Soviets try to win hearts of Europe on missile issue

The Soviet Union appears to be escalating its battle with the Reagan administration for the hearts, minds, and parliamentary votes of Western Europe.

While the official press is playing up differences between President Reagan and his European allies, the Soviet Union has formally announced that, at its invitation, West German Foreign Minister Hans-Dietrich Genscher will begin a two-day visit here April 2.

Mr. Genscher is expected to meet Soviet President Leonid Brezhnev, becoming the first senior Western official to do so since Mr. Reagan took office.

Some European sources here are linking the timing of the Genscher visit to an April 6 meeting, not yet officially announced, in Bonn of NATO's nuclear planning group. At this meeting plans to station new US missiles on west European soil are likely to be discussed.

Meanwhile, the Soviet Communist Party newspaper, Pravda, has printed a lengthy detailing of Kremlin arms control proposals clearly aimed principally at a West European aundience.

All Pravda commentaries reflect official thinking. That is what Pravda commentators are paid for . But this article, March 14, was signed by Alexei Petrov -- in the Kremlinological lexicon this is said to be a pseudonym used for authoritative news media messages from the top reaches of Soviet leadership.

The Petrov piece was printed next to news of the planned visit by Mr. Genscher. "It's safe to assume," remarked one Western diplomat, "that the placement was not coincidental."

The main focus of the article, seen here as detailing what the Kremlin considers the most urgent of President Brezhnev's recent suggestions for reviving East-West detente, was on the issue of curbing nuclear missiles in Europe.

Explicitly stressed was Mr. Brezhnev's proposal, made in his Feb. 23 keynote address to the Soviet Communist Party congress, for a mutual freeze on deployment or upgrading of medium-range nuclear missiles.

Both American and European government officials have generally shrugged off the offer as a bid merely to cement a Soviet advantage in that area.

Western sources estimate that the Soviet Union has already deployed about two-thirds of its planned total of some 400 SS-20 missiles -- projectiles, mostly targeted at Western Europe, that are mounted on tracked vehicles. Each missile is capable of hurling several warheads some 3,500 miles.

Plans to station new US missiles in Western Europe, by contrast, are not yet near implementation.

The collective Mr. Petrov said, in efect, that the West Europeans would be much better off forgetting the idea.

The article began with the assumption that NATO members "have not yet decided" on a response to Mr. Brezhnev's proposals.

In what seemed something of a sneak preview of what Mr. Genscher will hear at the Kremlin, the Pravda article scolded the West German minister for allegedly linking arms talks to a prior beefing up of NATO strength in Western Europe.

Then came a carrot and a stick.

The carrot: Although not substantively going beyond recent official Soviet statements, the article explicitly stressed Moscow's willingness to discuss "all matters related to the quantity and quality of nuclear weapons already stockpiled in the [European] region" at talks that would begin "immediately" along with the proposed missile freeze.

The stick: Pravda warned that implementation of NATO's decision in principle to base US missiles in Western Europe "will qualitatively affect the Soviet Union's relations with each of the [West European] countries which provide their territory for the deployment of weapons threatening the USSR."

Such statements cannot but be taken seriously in Western Europe, NATO's front line with the Soviet bloc. Countries like West Germany and France, moreover, have a significant commercial stake in at least passably good relations with Moscow.

Then, too, leaders in West Germany and some other European states must deal with potential parliamentary pressure from within ruling coalitions or from oppositions parties.

One good example is the Netherlands, which Mr. Brezhnev mentioned by name in an aside to European "governments and parliaments" in his party congress speech.

The Dutch government is thought to back the idea of stationing US missiles in the country but to be almsot certainly incapable of getting such a decision through i ts parliament.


— REQUIREMENT —
For the data that follows, state how many lines hold the string "ages", giving the number by itself.

— RECORDS FOR THIS EXERCISE —
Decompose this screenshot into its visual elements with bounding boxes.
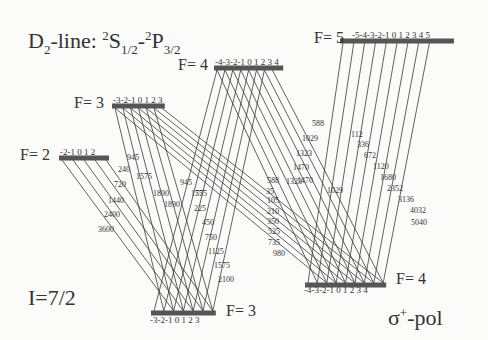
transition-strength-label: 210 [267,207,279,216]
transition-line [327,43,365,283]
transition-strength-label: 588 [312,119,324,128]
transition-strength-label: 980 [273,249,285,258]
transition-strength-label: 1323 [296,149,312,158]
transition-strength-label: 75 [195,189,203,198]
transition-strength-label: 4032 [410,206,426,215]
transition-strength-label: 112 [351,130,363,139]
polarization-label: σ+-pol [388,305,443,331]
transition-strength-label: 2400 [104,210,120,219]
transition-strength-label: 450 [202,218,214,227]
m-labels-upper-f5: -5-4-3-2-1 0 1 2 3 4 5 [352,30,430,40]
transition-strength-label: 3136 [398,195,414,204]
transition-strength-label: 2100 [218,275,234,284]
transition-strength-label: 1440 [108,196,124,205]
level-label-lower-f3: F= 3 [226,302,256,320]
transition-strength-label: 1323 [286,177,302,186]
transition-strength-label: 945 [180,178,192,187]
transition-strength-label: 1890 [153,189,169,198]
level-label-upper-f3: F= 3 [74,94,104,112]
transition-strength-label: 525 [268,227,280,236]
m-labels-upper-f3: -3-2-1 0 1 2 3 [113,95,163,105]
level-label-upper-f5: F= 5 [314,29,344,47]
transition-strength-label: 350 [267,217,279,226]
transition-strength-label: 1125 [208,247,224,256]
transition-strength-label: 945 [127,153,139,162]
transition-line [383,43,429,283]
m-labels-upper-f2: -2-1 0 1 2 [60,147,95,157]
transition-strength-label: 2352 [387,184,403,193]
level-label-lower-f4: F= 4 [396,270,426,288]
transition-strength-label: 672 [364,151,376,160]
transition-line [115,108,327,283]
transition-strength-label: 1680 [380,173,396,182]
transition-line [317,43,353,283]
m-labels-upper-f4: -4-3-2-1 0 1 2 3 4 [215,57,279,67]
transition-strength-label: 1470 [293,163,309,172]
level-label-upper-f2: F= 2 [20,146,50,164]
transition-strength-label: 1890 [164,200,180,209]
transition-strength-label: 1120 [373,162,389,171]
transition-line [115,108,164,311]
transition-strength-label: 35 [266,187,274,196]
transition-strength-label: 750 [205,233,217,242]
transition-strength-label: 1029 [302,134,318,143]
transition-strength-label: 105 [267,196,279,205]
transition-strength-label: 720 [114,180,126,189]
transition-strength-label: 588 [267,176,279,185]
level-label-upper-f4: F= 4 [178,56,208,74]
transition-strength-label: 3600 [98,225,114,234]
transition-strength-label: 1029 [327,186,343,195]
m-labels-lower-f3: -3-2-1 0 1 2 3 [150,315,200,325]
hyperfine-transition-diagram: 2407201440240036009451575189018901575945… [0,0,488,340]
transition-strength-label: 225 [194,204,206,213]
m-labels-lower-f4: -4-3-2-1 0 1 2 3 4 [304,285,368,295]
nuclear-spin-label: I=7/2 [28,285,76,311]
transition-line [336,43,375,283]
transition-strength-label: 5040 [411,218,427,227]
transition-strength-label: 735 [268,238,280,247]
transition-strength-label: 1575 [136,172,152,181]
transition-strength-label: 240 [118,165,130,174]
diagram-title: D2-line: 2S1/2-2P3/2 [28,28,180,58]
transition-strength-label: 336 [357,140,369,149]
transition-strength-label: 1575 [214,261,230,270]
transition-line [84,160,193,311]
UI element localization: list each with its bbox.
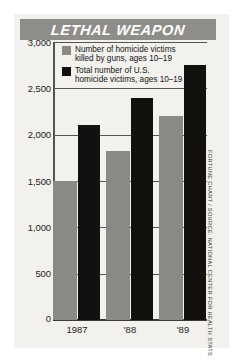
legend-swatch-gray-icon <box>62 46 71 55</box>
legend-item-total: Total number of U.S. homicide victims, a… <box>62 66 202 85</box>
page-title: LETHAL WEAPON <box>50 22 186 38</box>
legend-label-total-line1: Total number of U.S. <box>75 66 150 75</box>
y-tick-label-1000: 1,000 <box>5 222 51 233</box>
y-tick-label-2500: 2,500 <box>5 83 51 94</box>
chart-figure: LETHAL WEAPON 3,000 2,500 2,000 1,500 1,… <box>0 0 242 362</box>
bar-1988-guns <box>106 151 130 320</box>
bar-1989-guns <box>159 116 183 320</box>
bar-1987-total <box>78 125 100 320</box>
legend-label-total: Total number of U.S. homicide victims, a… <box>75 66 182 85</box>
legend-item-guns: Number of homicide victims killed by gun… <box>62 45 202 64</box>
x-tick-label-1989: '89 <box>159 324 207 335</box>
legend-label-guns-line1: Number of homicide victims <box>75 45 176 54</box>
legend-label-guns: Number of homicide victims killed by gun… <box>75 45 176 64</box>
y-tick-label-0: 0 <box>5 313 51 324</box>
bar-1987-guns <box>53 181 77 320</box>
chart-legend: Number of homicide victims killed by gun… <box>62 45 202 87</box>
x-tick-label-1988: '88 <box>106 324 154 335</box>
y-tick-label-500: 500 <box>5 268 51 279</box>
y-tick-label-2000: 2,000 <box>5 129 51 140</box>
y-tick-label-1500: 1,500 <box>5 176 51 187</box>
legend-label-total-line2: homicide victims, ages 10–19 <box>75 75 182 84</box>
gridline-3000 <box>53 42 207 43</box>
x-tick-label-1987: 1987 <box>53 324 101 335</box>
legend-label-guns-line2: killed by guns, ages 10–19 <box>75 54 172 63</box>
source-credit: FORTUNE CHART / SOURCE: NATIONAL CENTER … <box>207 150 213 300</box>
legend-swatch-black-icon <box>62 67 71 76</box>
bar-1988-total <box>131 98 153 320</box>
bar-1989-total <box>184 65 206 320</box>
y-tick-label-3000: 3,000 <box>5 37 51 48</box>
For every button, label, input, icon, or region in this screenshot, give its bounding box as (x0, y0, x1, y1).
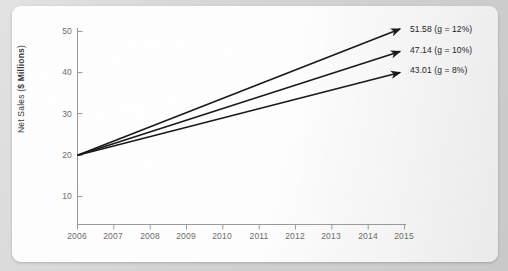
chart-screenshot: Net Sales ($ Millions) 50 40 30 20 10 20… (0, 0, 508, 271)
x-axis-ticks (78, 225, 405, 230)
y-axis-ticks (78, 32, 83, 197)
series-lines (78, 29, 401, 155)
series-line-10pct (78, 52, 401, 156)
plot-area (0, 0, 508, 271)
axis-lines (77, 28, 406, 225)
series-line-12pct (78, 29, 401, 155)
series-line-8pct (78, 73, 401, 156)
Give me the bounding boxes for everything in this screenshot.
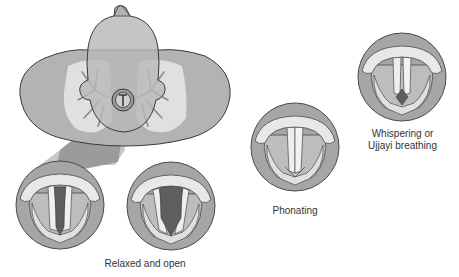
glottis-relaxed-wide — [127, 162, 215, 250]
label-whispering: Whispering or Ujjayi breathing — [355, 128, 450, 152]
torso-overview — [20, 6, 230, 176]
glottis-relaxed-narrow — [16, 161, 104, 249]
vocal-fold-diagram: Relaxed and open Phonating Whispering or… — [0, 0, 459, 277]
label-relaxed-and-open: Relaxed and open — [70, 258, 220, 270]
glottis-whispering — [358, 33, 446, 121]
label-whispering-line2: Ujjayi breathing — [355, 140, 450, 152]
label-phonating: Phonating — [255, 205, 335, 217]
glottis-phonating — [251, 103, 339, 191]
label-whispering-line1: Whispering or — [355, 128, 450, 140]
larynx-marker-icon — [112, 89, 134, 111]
* * *
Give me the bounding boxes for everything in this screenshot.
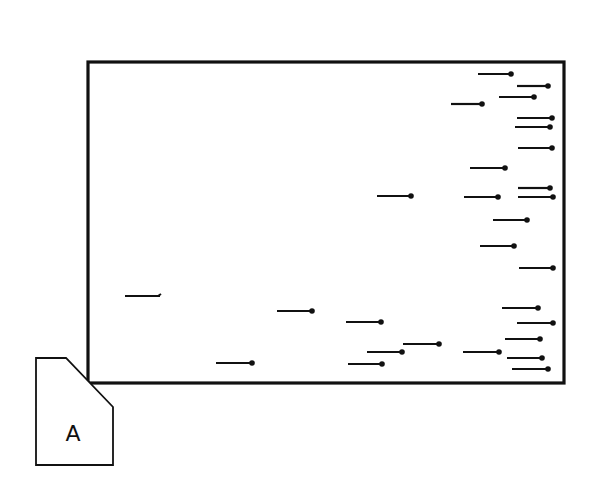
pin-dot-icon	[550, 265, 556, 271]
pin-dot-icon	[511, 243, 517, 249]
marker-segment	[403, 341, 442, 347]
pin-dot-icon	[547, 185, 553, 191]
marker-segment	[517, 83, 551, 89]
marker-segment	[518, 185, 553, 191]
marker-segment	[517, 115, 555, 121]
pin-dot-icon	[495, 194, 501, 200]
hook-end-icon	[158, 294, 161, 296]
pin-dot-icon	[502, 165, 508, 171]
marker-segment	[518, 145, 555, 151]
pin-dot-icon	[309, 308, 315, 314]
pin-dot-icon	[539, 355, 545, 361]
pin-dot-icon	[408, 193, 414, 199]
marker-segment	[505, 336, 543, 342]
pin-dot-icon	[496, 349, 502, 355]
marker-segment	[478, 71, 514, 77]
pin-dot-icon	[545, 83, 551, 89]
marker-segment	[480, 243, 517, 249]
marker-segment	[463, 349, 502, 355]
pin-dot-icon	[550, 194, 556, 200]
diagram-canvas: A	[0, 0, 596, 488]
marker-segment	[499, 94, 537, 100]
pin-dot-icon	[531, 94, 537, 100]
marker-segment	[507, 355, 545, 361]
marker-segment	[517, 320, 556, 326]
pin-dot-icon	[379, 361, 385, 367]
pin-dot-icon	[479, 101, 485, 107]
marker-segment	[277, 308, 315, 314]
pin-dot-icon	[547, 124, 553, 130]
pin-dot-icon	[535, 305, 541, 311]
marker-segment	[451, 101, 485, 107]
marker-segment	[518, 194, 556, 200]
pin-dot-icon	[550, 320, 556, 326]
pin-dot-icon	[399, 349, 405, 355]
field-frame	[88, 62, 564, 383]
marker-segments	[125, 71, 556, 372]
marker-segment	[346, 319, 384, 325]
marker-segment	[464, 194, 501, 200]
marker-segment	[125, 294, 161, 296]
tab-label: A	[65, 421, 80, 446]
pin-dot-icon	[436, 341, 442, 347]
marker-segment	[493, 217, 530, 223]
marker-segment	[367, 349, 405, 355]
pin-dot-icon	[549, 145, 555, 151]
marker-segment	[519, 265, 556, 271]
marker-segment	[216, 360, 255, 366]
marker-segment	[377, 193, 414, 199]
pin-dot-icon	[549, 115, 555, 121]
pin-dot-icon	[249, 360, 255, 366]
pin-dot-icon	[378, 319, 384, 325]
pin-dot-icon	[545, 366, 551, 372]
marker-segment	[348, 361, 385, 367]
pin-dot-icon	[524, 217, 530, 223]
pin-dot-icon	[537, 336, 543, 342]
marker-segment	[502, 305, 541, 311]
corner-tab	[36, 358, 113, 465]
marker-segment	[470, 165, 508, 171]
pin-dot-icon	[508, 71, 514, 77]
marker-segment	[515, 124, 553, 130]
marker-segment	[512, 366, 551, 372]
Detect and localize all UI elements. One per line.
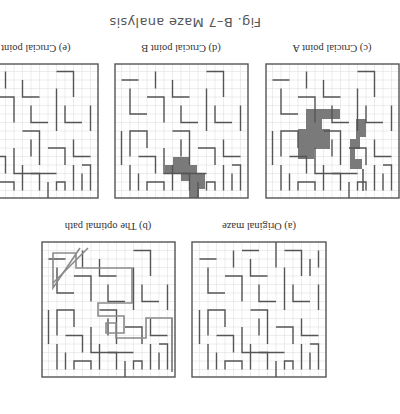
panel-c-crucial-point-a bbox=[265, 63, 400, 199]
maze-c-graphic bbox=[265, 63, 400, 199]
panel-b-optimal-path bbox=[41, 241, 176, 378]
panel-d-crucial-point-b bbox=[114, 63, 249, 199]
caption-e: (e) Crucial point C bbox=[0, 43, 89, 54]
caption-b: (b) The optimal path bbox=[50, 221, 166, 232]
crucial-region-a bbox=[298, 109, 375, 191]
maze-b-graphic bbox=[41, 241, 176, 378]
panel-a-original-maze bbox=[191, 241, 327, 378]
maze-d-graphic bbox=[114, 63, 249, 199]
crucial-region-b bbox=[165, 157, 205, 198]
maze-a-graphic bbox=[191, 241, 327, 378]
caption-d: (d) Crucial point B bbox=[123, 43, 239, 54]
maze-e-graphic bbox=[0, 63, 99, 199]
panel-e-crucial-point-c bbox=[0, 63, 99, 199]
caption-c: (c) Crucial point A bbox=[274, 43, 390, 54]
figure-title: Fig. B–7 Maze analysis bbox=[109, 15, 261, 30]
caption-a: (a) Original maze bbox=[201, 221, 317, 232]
...
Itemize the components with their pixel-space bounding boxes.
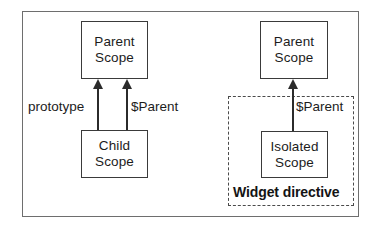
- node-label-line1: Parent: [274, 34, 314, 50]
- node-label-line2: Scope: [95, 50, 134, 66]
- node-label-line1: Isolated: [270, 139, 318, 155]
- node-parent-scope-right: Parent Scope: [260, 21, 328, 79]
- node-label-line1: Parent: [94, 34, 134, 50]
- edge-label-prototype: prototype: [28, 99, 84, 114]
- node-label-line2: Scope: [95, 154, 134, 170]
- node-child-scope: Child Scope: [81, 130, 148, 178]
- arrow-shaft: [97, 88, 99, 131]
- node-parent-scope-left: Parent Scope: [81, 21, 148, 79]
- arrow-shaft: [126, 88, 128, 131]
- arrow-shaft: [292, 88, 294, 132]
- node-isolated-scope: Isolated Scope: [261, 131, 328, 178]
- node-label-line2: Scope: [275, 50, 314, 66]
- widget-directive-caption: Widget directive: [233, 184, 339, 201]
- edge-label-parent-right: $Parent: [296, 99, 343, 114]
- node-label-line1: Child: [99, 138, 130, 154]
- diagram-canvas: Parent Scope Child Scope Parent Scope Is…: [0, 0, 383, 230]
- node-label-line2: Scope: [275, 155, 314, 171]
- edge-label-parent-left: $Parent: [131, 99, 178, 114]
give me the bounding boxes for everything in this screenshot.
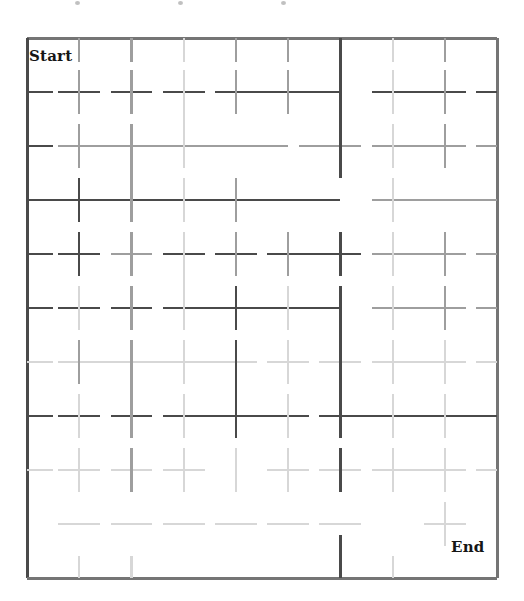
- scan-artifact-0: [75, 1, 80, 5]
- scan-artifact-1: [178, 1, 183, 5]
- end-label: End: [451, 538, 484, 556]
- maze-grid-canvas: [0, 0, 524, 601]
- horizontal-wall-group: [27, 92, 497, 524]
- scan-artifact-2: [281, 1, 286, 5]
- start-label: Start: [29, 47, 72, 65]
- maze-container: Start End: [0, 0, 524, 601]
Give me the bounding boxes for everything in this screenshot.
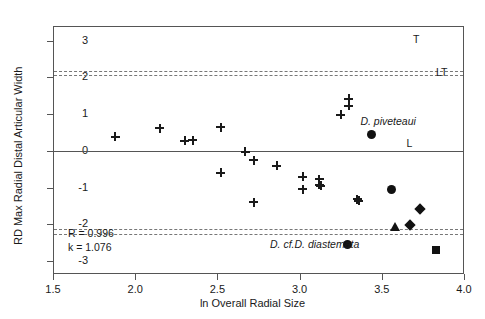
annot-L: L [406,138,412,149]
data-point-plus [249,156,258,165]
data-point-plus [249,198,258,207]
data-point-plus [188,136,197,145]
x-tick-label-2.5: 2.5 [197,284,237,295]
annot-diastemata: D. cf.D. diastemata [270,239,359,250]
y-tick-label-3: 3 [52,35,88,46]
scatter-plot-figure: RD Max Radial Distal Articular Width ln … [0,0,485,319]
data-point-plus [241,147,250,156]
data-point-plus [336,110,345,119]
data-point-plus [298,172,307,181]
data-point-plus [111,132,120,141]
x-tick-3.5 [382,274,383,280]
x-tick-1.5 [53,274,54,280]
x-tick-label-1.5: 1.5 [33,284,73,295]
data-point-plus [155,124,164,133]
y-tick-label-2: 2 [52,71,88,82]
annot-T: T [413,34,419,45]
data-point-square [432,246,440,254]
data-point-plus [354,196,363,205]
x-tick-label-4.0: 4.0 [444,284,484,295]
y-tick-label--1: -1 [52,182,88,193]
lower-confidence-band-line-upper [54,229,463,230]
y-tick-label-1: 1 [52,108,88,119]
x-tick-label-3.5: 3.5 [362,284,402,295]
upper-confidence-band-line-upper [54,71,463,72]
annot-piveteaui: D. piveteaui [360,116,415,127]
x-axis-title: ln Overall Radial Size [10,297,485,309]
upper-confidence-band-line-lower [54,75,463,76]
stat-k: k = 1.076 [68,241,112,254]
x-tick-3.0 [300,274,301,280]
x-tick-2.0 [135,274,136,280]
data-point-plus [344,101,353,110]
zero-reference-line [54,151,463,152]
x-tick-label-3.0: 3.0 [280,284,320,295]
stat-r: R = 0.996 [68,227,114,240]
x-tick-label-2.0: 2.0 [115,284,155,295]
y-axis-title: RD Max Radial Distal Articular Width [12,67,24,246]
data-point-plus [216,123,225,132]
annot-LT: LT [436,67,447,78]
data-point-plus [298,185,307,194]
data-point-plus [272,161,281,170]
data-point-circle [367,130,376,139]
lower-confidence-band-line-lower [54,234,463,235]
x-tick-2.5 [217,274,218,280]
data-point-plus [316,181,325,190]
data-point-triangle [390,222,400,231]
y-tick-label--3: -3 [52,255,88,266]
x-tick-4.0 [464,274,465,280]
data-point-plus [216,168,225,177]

— EXERCISE SOLUTION —
2